The Sketchbook Project collects sketchbooks from people all over the world, and turns them into a global, traveling library — taking them on tour in a little trailer that’s a bit like a taco truck for books.
Created by friends Steven Peterman and Shane Zucker in 2006, The Sketchbook Project is a tribute to collaboration, proving that, sometimes, an artist doesn’t need a mystical muse to come and shower them with inspiration to make art happen, but just a neatly-planned project and a bunch of strangers to join with them.
To participate, you sign up for a sketchbook tour on the project’s website and once registered, receive a sketchbook, a send-in date, a choice of several different themes to center your sketchbook around (past themes include “Strange Neighbors,” “Borders and lines,” and “This is not about me”). Once submitted, your sketchbook is loaded onto The Sketchbook Project mobile library and goes on tour — becoming part of a worldwide community of artists, traveling across cities, and, in the end, living in The Sketchbook Project’s permanent library in Brooklyn, NY, where visitors can get a library card to check sketchbooks out.
In March, co-founder Steven Peterman traveled from the project’s headquarters in Brooklyn to Richmond, Virginia to speak at TEDxRVA, and brought the library with him.
At TEDxRVA, Steven spoke on the genesis of the project and the power of collaboration. From his talk:
I went to art school…I went to Savannah College of Art and Design in Atlanta and I wanted to create art, but I never — I didn’t think I was that good. I didn’t think I was ever going to be a professional artist, but I still wanted to create…
I really needed a purpose. I never liked to just make art for art’s sake.

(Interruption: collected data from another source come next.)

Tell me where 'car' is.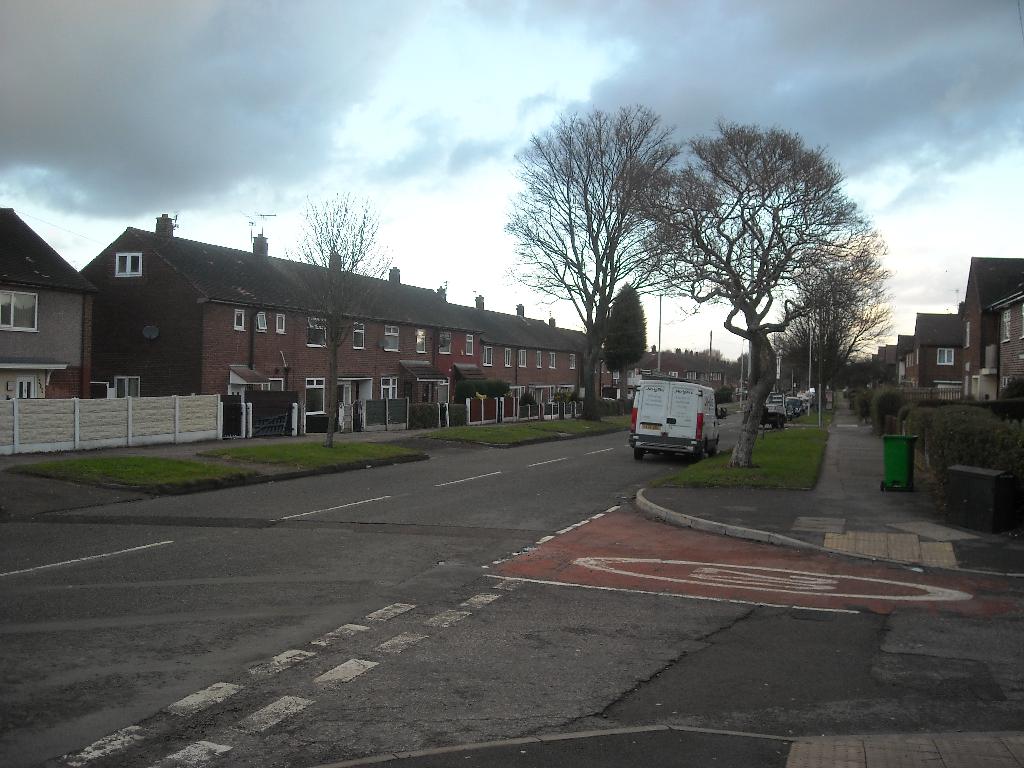
'car' is at 788, 403, 792, 419.
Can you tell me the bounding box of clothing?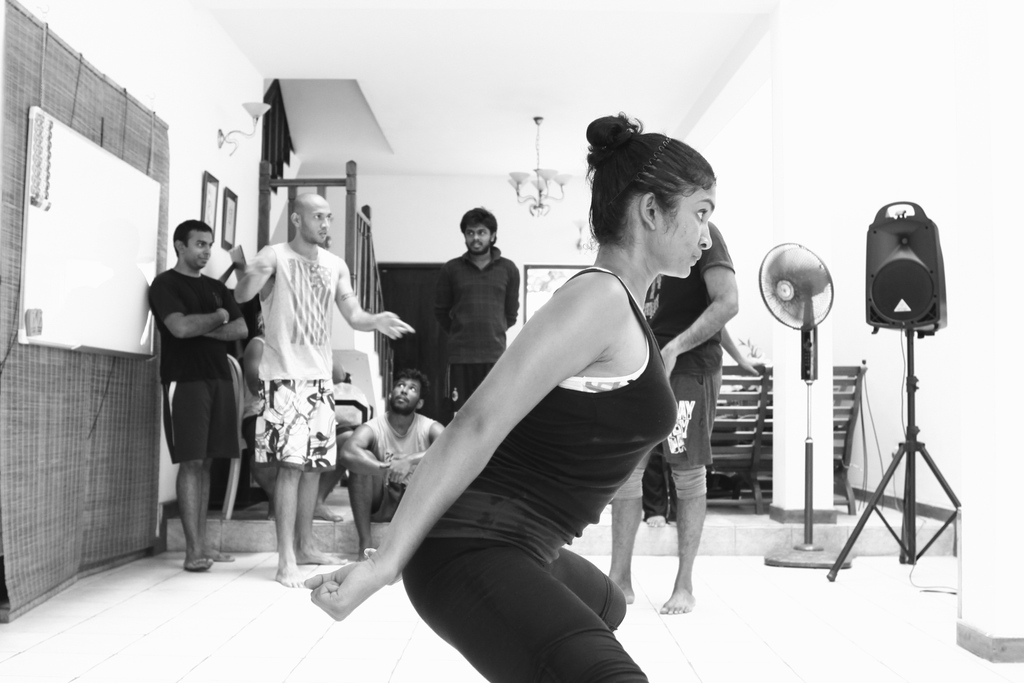
crop(366, 225, 690, 632).
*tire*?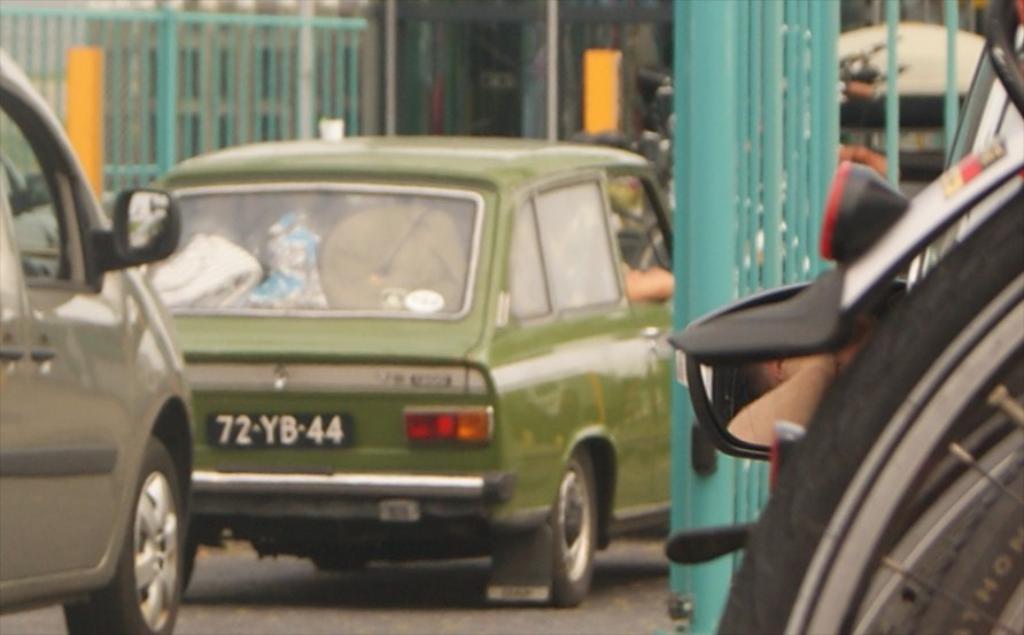
<bbox>98, 452, 186, 630</bbox>
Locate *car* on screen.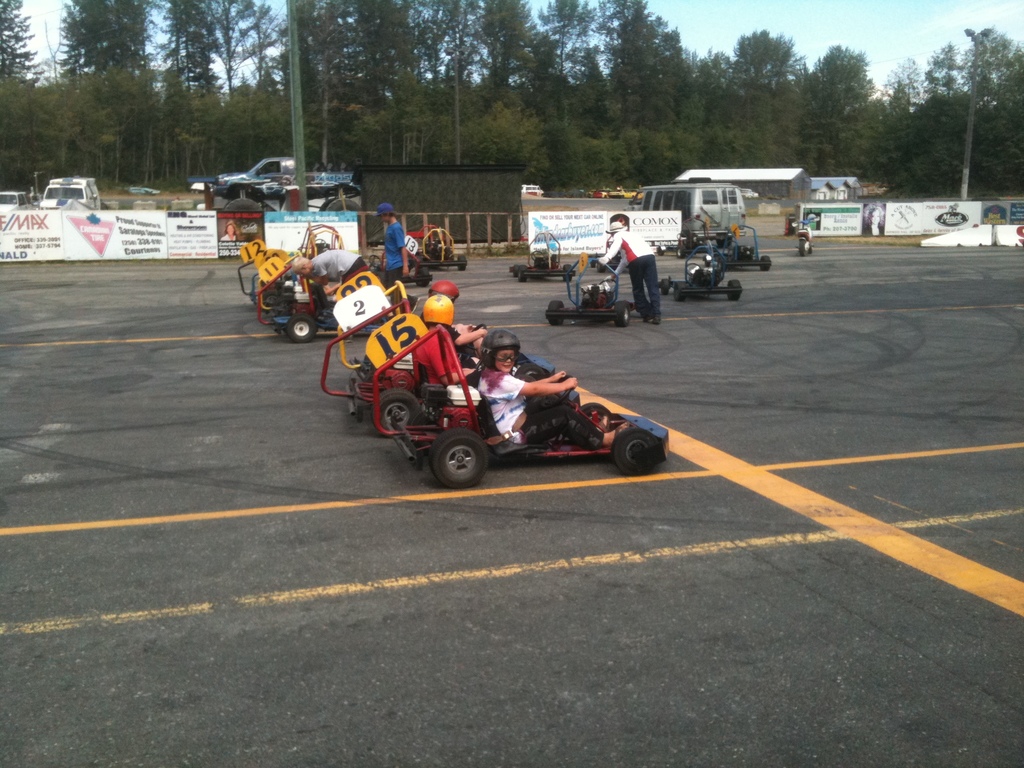
On screen at left=511, top=231, right=577, bottom=283.
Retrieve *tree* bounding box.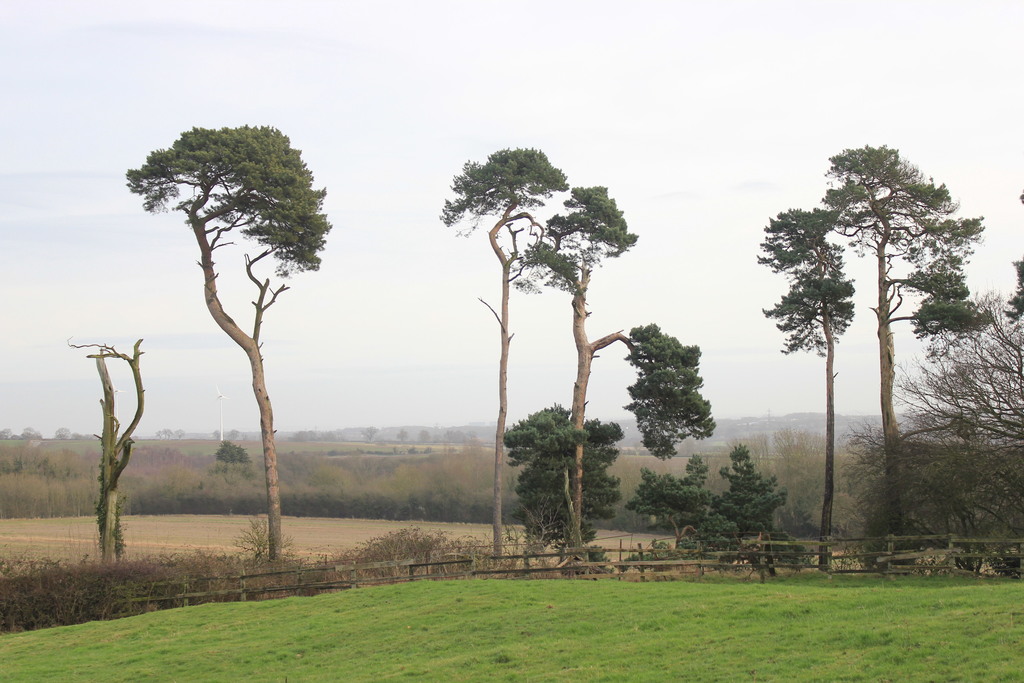
Bounding box: left=637, top=441, right=819, bottom=586.
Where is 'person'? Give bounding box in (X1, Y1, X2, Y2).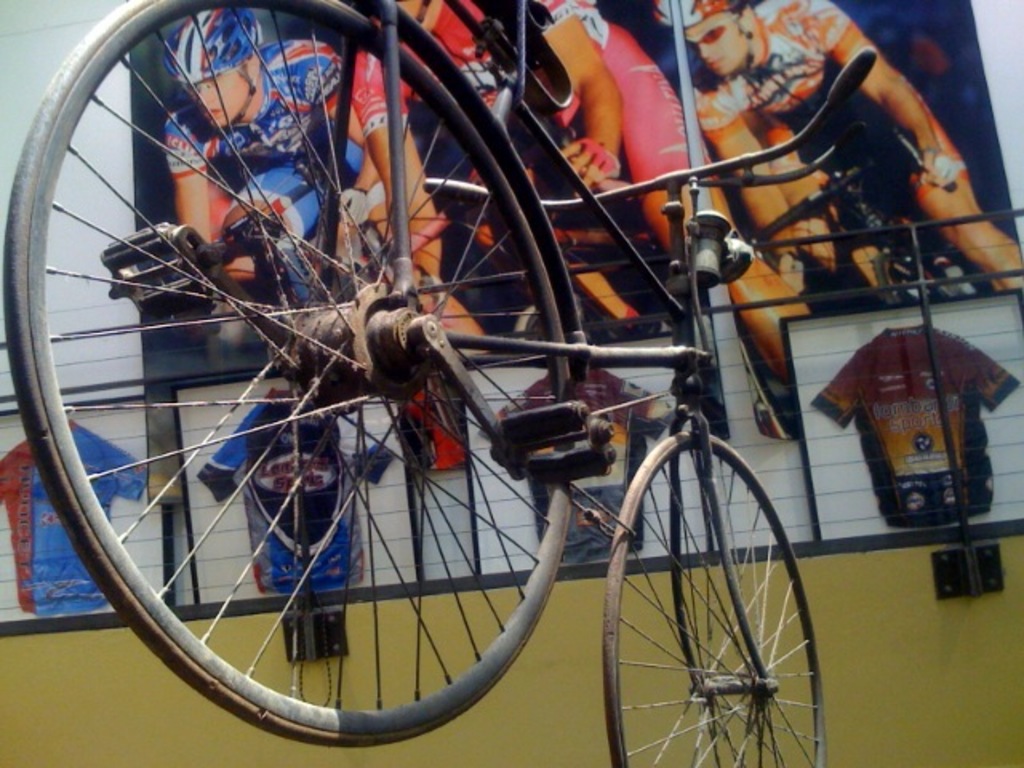
(654, 0, 1022, 302).
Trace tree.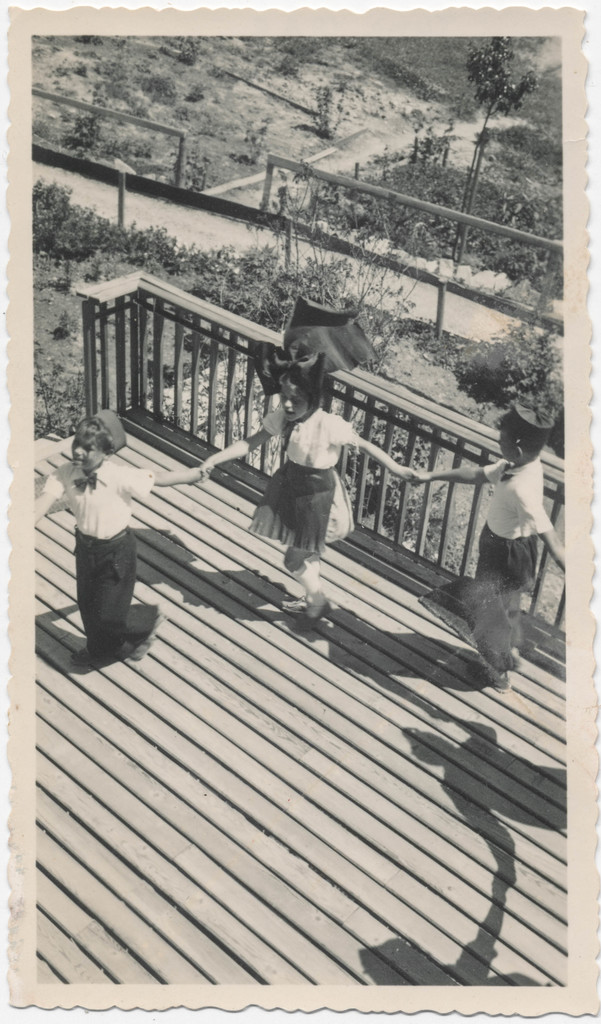
Traced to 430, 293, 588, 404.
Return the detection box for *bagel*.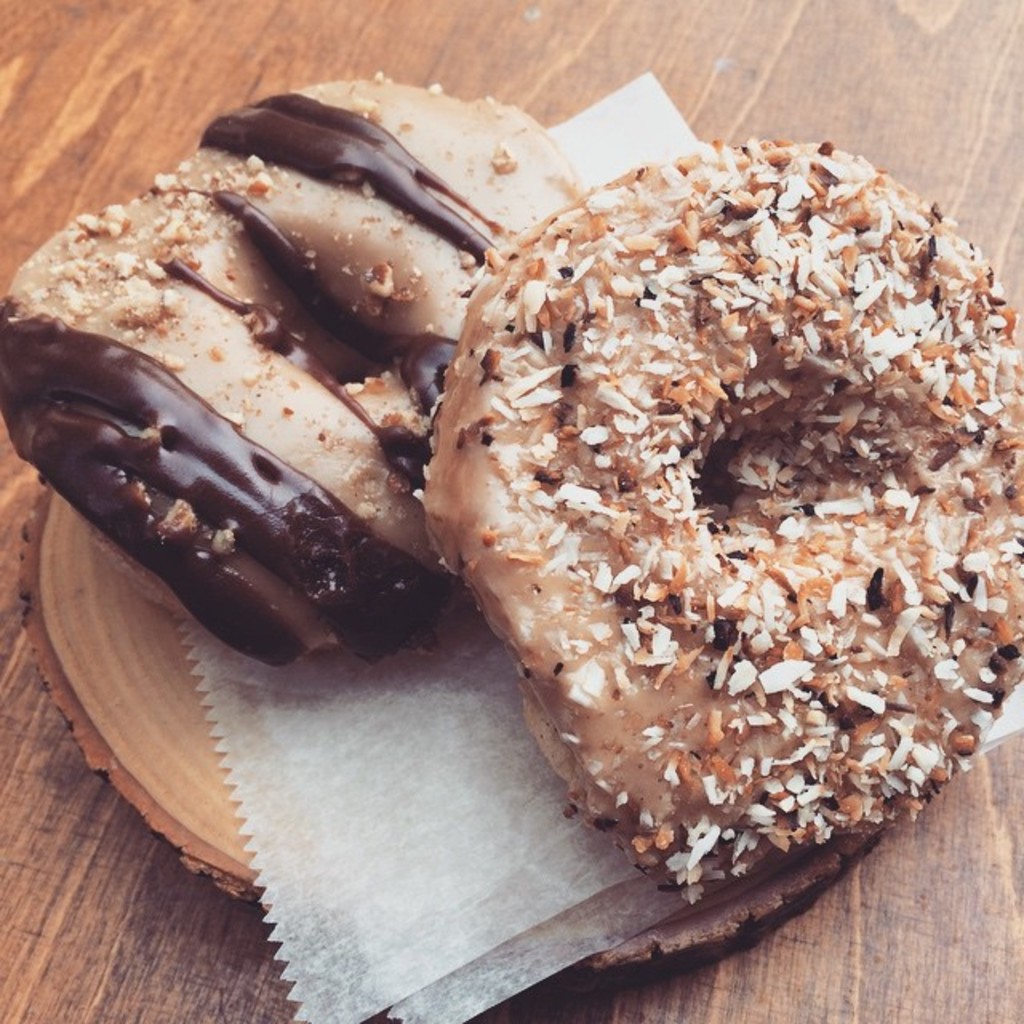
(left=418, top=138, right=1022, bottom=891).
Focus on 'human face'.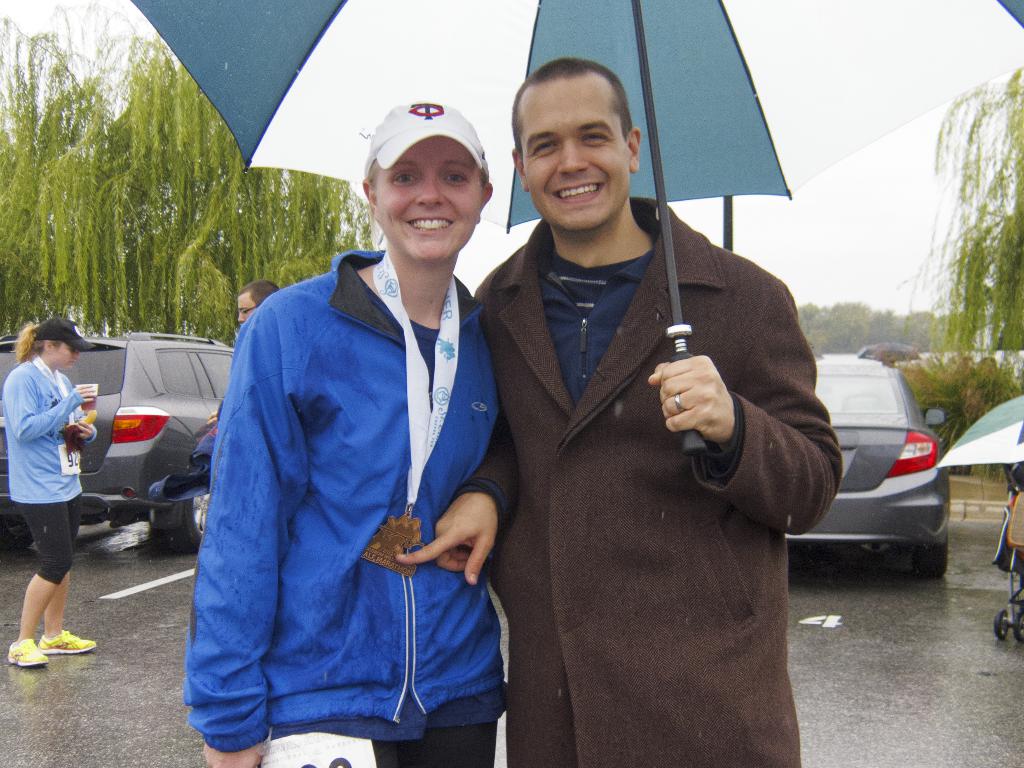
Focused at rect(238, 294, 254, 328).
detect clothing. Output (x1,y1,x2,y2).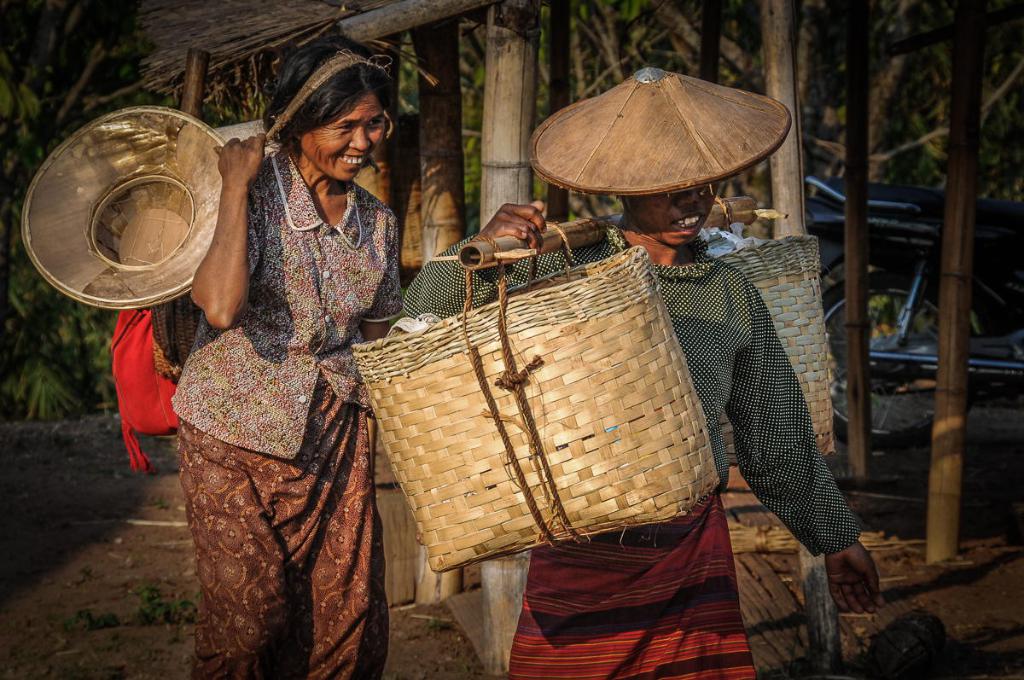
(390,216,860,679).
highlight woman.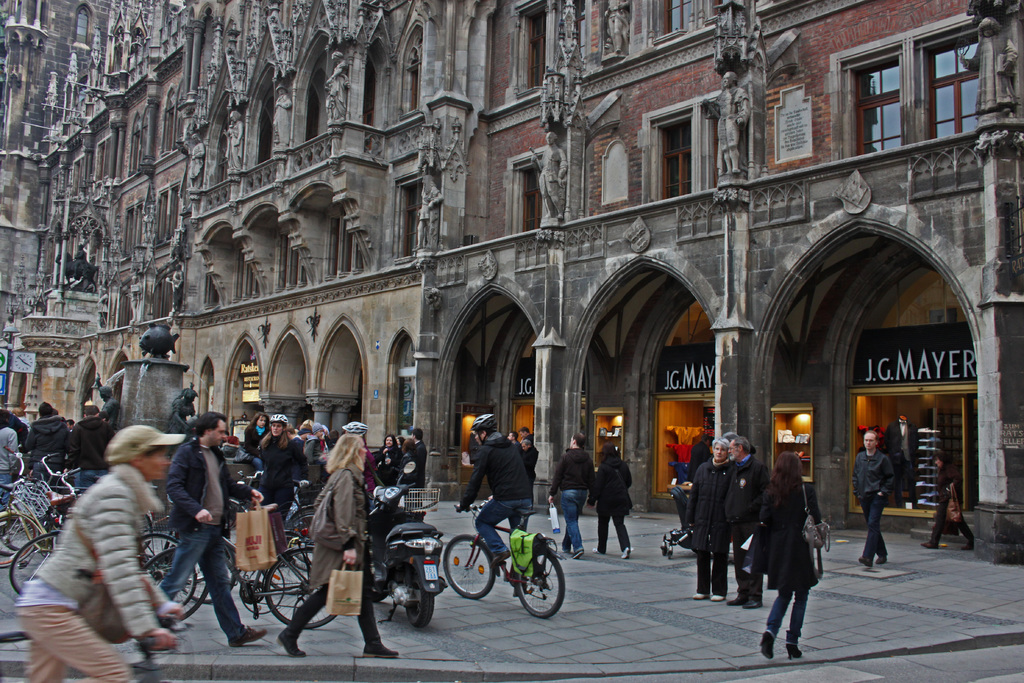
Highlighted region: (left=277, top=430, right=397, bottom=659).
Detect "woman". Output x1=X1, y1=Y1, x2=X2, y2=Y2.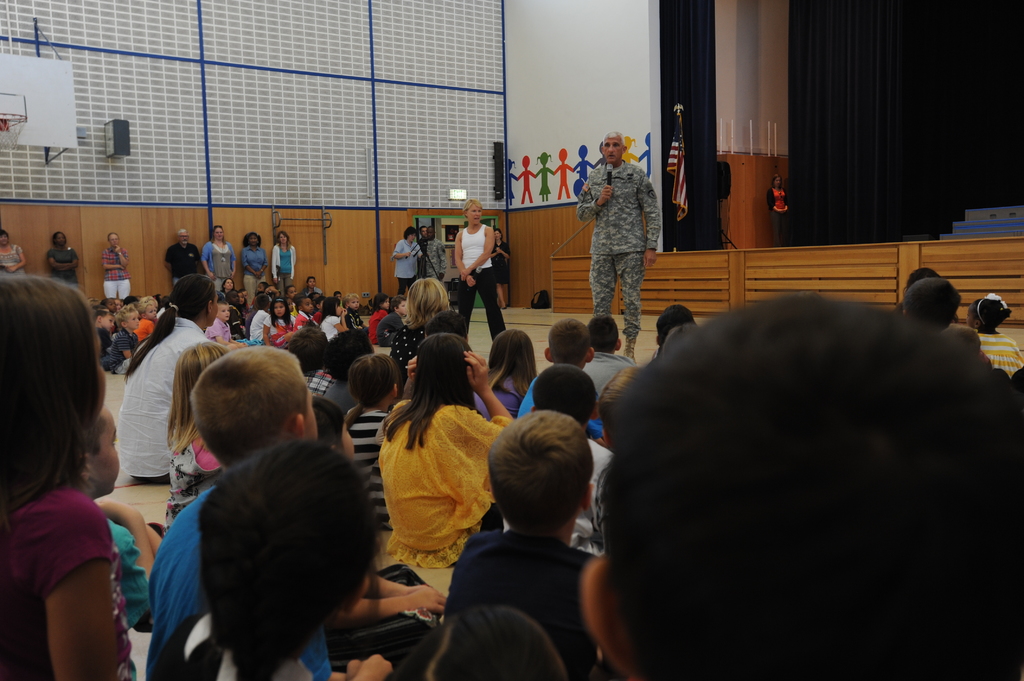
x1=450, y1=198, x2=508, y2=349.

I wanted it to be for a show or I needed a deadline or something like that … so I was kind of struggling a little bit with this idea of just creating art for art’s sake and I knew that there were other people out there who also kinda felt this way — you know, they weren’t going to be professional artists; they weren’t going to be selling their work to museums or having these big shows, but they wanted to be inspired and create together…So, I met this guy Shane …. and we came up with this idea for these projects.
Steven and Shane’s projects, the biggest being The Sketchbook Project, aim to get the crowd involved in art — to give even the most wayward artist purpose, deadlines, motivation. “Our mission,” they write on The Sketchbook Project website, “is to allow anyone to be able to participate in art, and to create a collection of work that represents the current state of artists worldwide.”
And since its start, The Sketchbook Project’s results have been incredible:
- Participants from over 135 different countries on 6 continents
- 26,735 sketchbooks in the collection (as of March 2013)
- 962,100 pages in the collection
- 45,583 Sketchbook Project library cards issued
- 94,866 library check outs
For more information on the project, watch Steven’s entire talk below:
(Photos via The Sketchbook Project and TEDxRVA)
All in the TEDxUbud details. More of the beautiful things we’re creating for you!
Above: TEDxUbud shows off some of their homemade event materials on their Tumblr.
Before I die I want to … live — snapshots from TEDxBerkeley
Above, several instagrammed moments from TEDxBerkeley 2013, UC Berkeley’s fourth TEDx event.
(Top photo from Instagram user _janiekins_; bottom from elishaseye)
In the middle of my PhD, I reached a point where I was completely and hopelessly stuck. Every avenue of research that I tried led to a dead end. It seemed like my basic assumptions just stopped working. I felt like a pilot flying through the mist and I lost all sense of direction.
…I stopped shaving; I found it very difficult to get up in the morning. I decided and I felt that I was unworthy of stepping into the gates of the university because I was not like Einstein or Newton or, in fact, any other scientist whose results I had learned about, because no one ever told me that scientists get stuck.
So I couldn’t be a scientist.
…And I noticed — maybe there’s a pattern here. I asked the other graduate students and they said, “Yeah! That’s exactly what happened to us — expect nobody told us. We studied science for thousands of hours, but not one hour of the actual doing of science: how to go into the unknown, what happens when you do research. We were taught that science is a series of logical steps, but it’s nothing like that when you actually do research.”
Uri takes lessons he learned while doing improvisational acting — a hobby that promised him failure from day one, he says — to make accepting roadblocks and uncertainty in scientific research easier to handle for himself, his students and his labmates.
Watch his entire talk here, and check out one of his hilarious songs about being a scientist on YouTube.